We underfunded schools for years — and only now are leaders realizing how much we need them

Have we actually discovered that teachers and schools are "essential?"

by Jeff Bryant
What’s sadly ironic about all this sudden newfound appreciation for teachers as essential to the economy is that government leaders and policy makers, from both major political parties, have spent years attacking the economic well-being of public schools and teachers.

School districts have never recovered from budget cuts states imposed during the Great Recession that started at the end of 2007..."When COVID-19 hit, K-12 schools were employing 77,000 fewer teachers and other workers—even though they were teaching two million more children, and overall funding in many states was still below pre-2008 levels.”

Teachers now make 4.5 percent on average less than they did more than 10 years ago, according to the National Education Association, and public school teachers earn 17 percent less than what comparable workers earn, according to the Economic Policy Institute.

Pediatricians, Educators, and Superintendents Urge a Safe Return to School This Fall

from the American Academy of Pediatrics (AAP), American Federation of Teachers (AFT), National Education Association (NEA), and AASA, The School Superintendents Association.
“Returning to school is important for the healthy development and well-being of children, but we must pursue re-opening in a way that is safe for all students, teachers and staff. Science should drive decision-making on safely reopening schools. Public health agencies must make recommendations based on evidence, not politics. We should leave it to health experts to tell us when the time is best to open up school buildings, and listen to educators and administrators to shape how we do it.

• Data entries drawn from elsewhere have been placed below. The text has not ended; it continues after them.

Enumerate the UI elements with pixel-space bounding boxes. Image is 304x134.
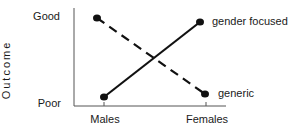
series-generic-point-females <box>201 91 209 98</box>
legend-generic: generic <box>218 87 254 99</box>
series-generic-point-males <box>93 15 101 22</box>
y-tick-good: Good <box>20 10 60 22</box>
x-tick-label-females: Females <box>186 113 228 125</box>
y-axis-label: Outcome <box>0 41 12 100</box>
series-gender-focused-line <box>104 22 200 97</box>
legend-gender-focused: gender focused <box>212 15 288 27</box>
series-gender-focused-point-males <box>100 94 108 101</box>
series-gender-focused-point-females <box>196 19 204 26</box>
x-tick-label-males: Males <box>90 113 119 125</box>
y-tick-poor: Poor <box>21 97 61 109</box>
outcome-chart: Outcome Good Poor Males Females gender f… <box>0 0 304 134</box>
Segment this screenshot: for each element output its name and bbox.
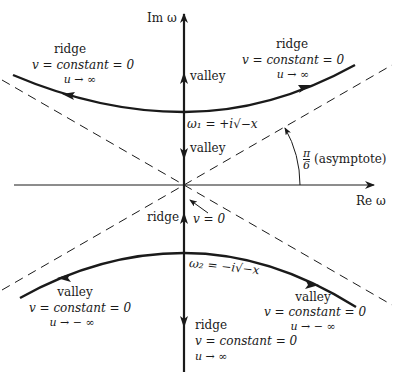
axis-valley-upper: valley — [190, 69, 226, 83]
angle-arc — [285, 128, 300, 185]
upper-left-line2: u → ∞ — [64, 73, 96, 87]
upper-left-line1: v = constant = 0 — [32, 58, 134, 72]
upper-left-type: ridge — [54, 42, 86, 56]
bottom-axis-type: ridge — [195, 318, 227, 332]
bottom-axis-line2: u → ∞ — [195, 350, 227, 364]
upper-right-type: ridge — [276, 37, 308, 51]
origin-v-label: v = 0 — [193, 212, 225, 226]
upper-right-line1: v = constant = 0 — [242, 53, 344, 67]
lower-right-type: valley — [295, 290, 331, 304]
real-axis-label: Re ω — [356, 194, 386, 208]
arrow-left-icon — [57, 274, 71, 282]
bottom-axis-line1: v = constant = 0 — [195, 334, 297, 348]
saddle-point-upper: ω₁ = +i√−x — [187, 117, 258, 131]
imag-axis-label: Im ω — [147, 11, 177, 25]
lower-left-line1: v = constant = 0 — [29, 301, 131, 315]
axis-valley-middle: valley — [190, 141, 226, 155]
angle-fraction: π 6 — [303, 148, 310, 171]
upper-right-line2: u → ∞ — [277, 68, 309, 82]
lower-right-line1: v = constant = 0 — [264, 305, 366, 319]
arrow-right-icon — [298, 85, 311, 93]
lower-left-type: valley — [57, 285, 93, 299]
angle-numerator: π — [303, 148, 310, 159]
lower-left-line2: u → − ∞ — [49, 316, 94, 330]
angle-label: π 6 (asymptote) — [303, 148, 387, 171]
axis-ridge-origin: ridge — [147, 210, 179, 224]
angle-suffix: (asymptote) — [314, 152, 387, 166]
asymptote-negative-slope — [2, 80, 392, 305]
lower-right-line2: u → − ∞ — [290, 320, 335, 334]
angle-denominator: 6 — [303, 159, 310, 171]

How President Trump Politicized School Reopenings

quote from Lily Eskelsen Garcia, president of NEA, in Time.
“There are 3 million teachers and support staff out there who desperately want to hug their kids,” says Lily Eskelsen García, president of the National Education Association teacher union. “But we will not be complicit in standing by and letting politicians cavalierly warehouse those kids without caring about their safety because, oh, we need their moms and dads to go back to work. We could do this in a safe, medically sane way, but it’s going to take money. Why was that not even a question when it was Shake Shack that might have to lay people off and go bankrupt?”